AIM OF THE TASK: Down to the final line, write out the material beneath exactly, without pictures.

PROVIDED INFORMATION:
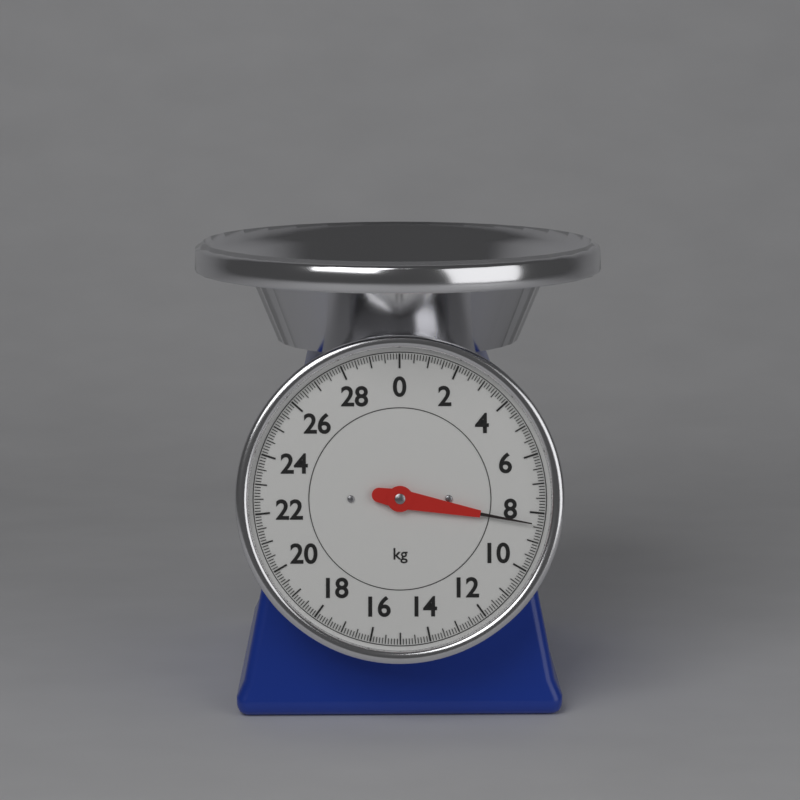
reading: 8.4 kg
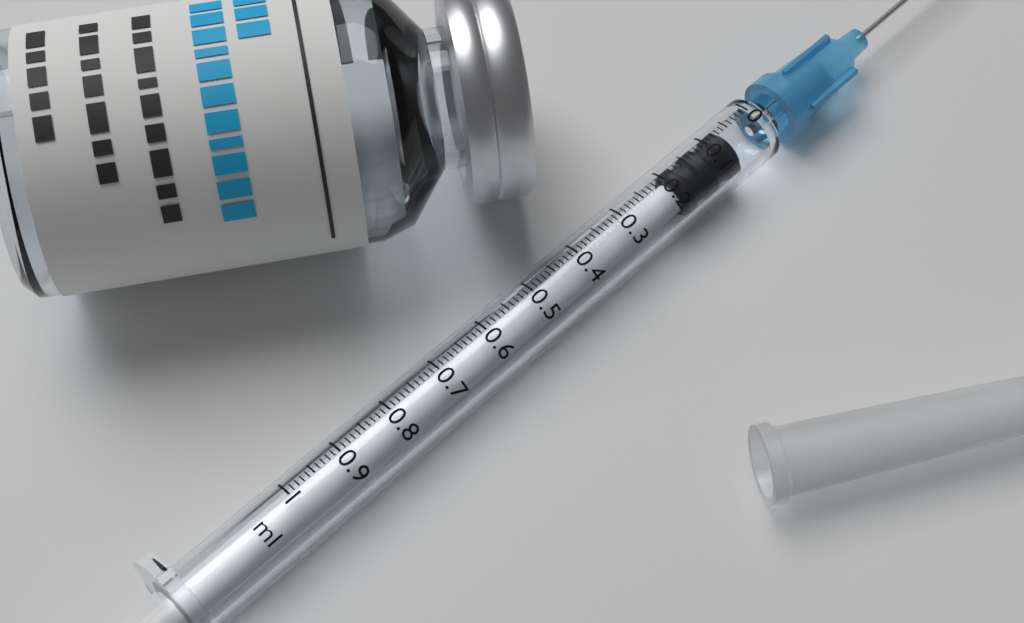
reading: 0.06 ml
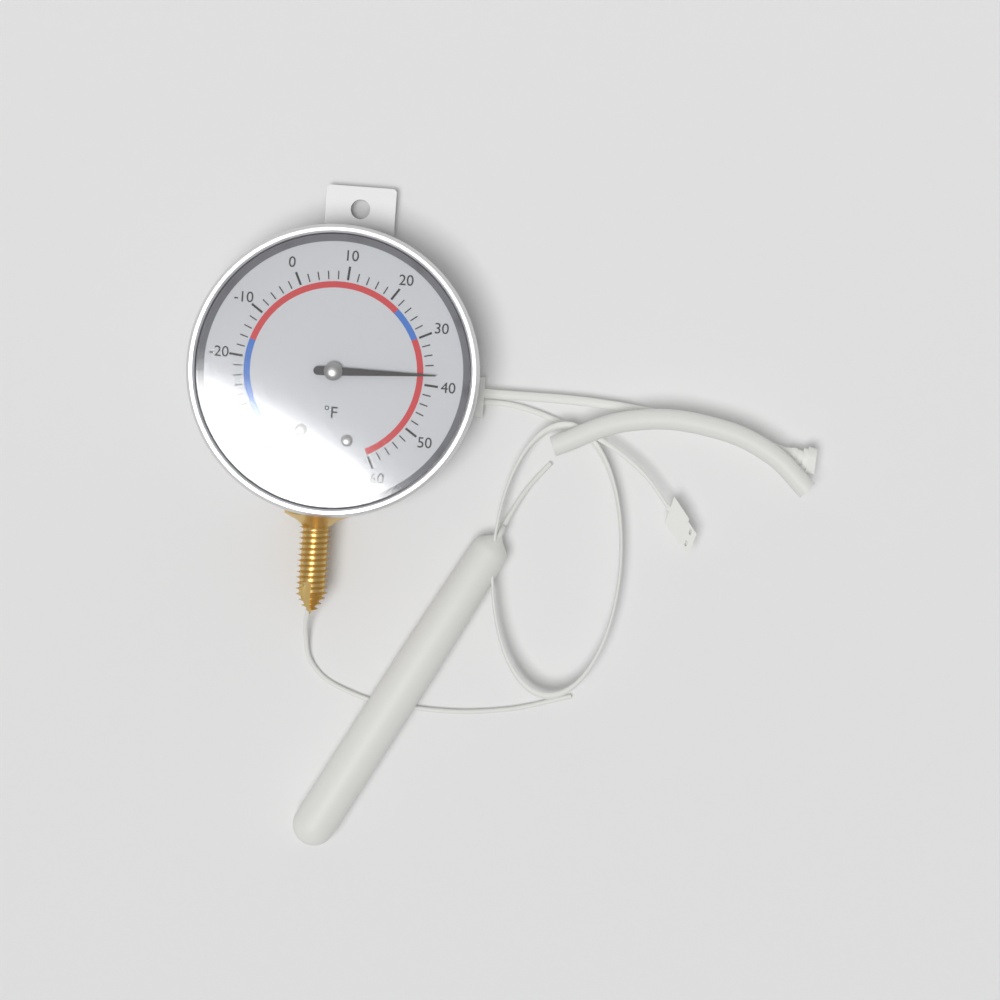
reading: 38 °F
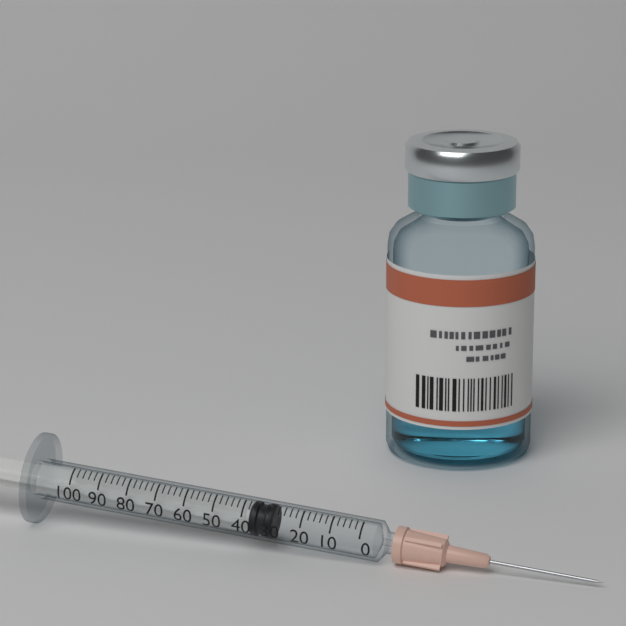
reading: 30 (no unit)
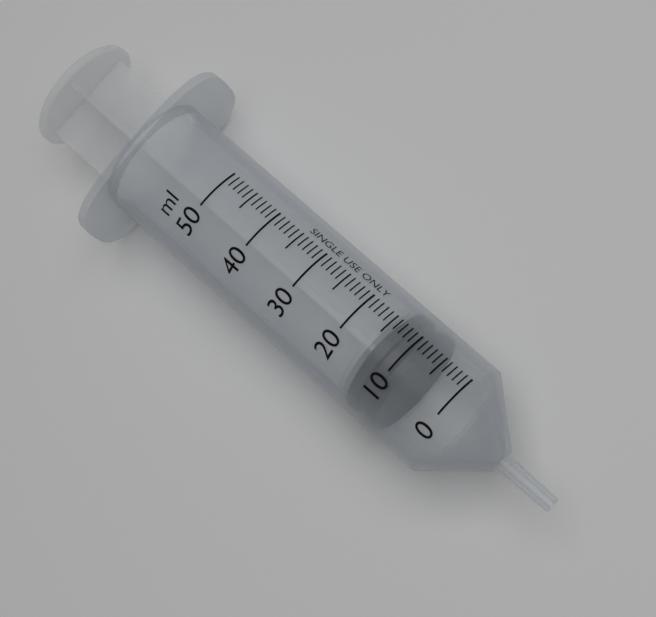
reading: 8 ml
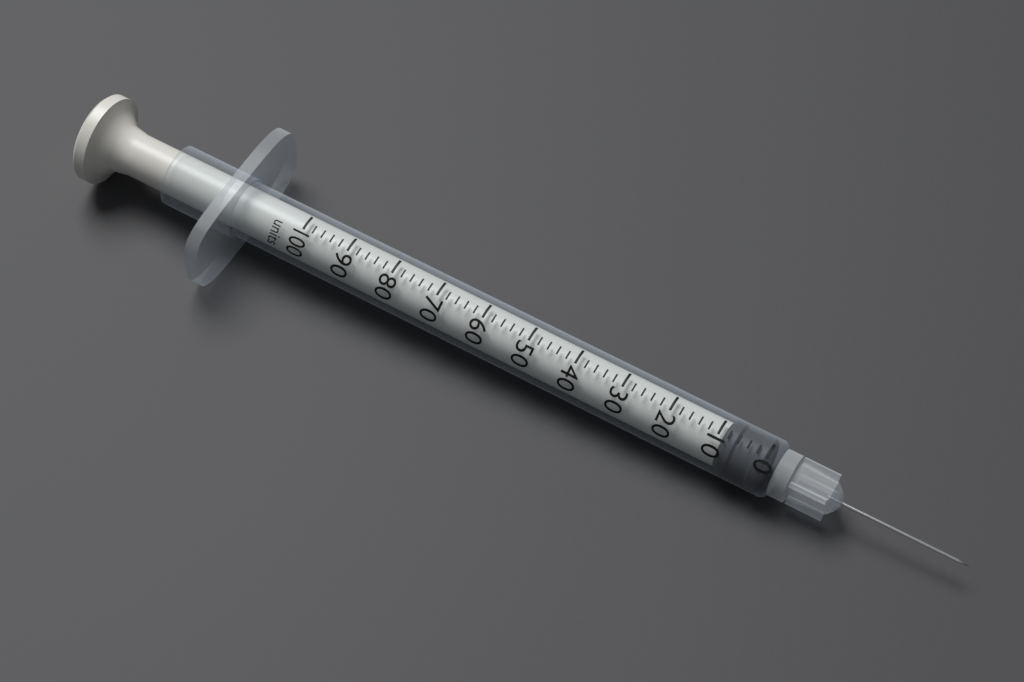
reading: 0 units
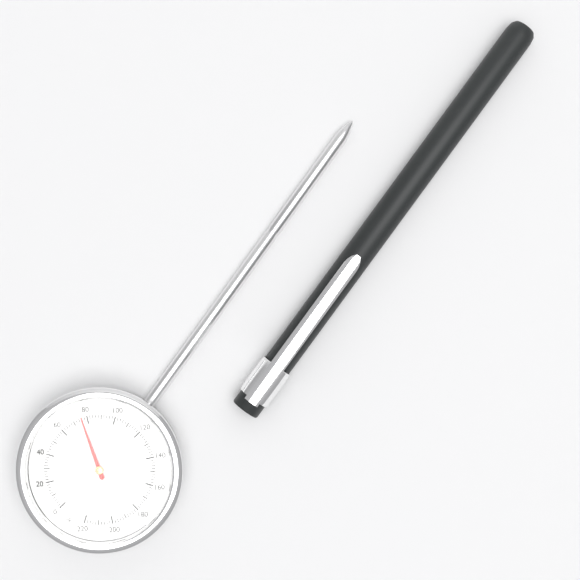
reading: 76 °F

THE COMPLETED TASK:
reading: 8.4 kg
reading: 0.06 ml
reading: 38 °F
reading: 30 (no unit)
reading: 8 ml
reading: 0 units
reading: 76 °F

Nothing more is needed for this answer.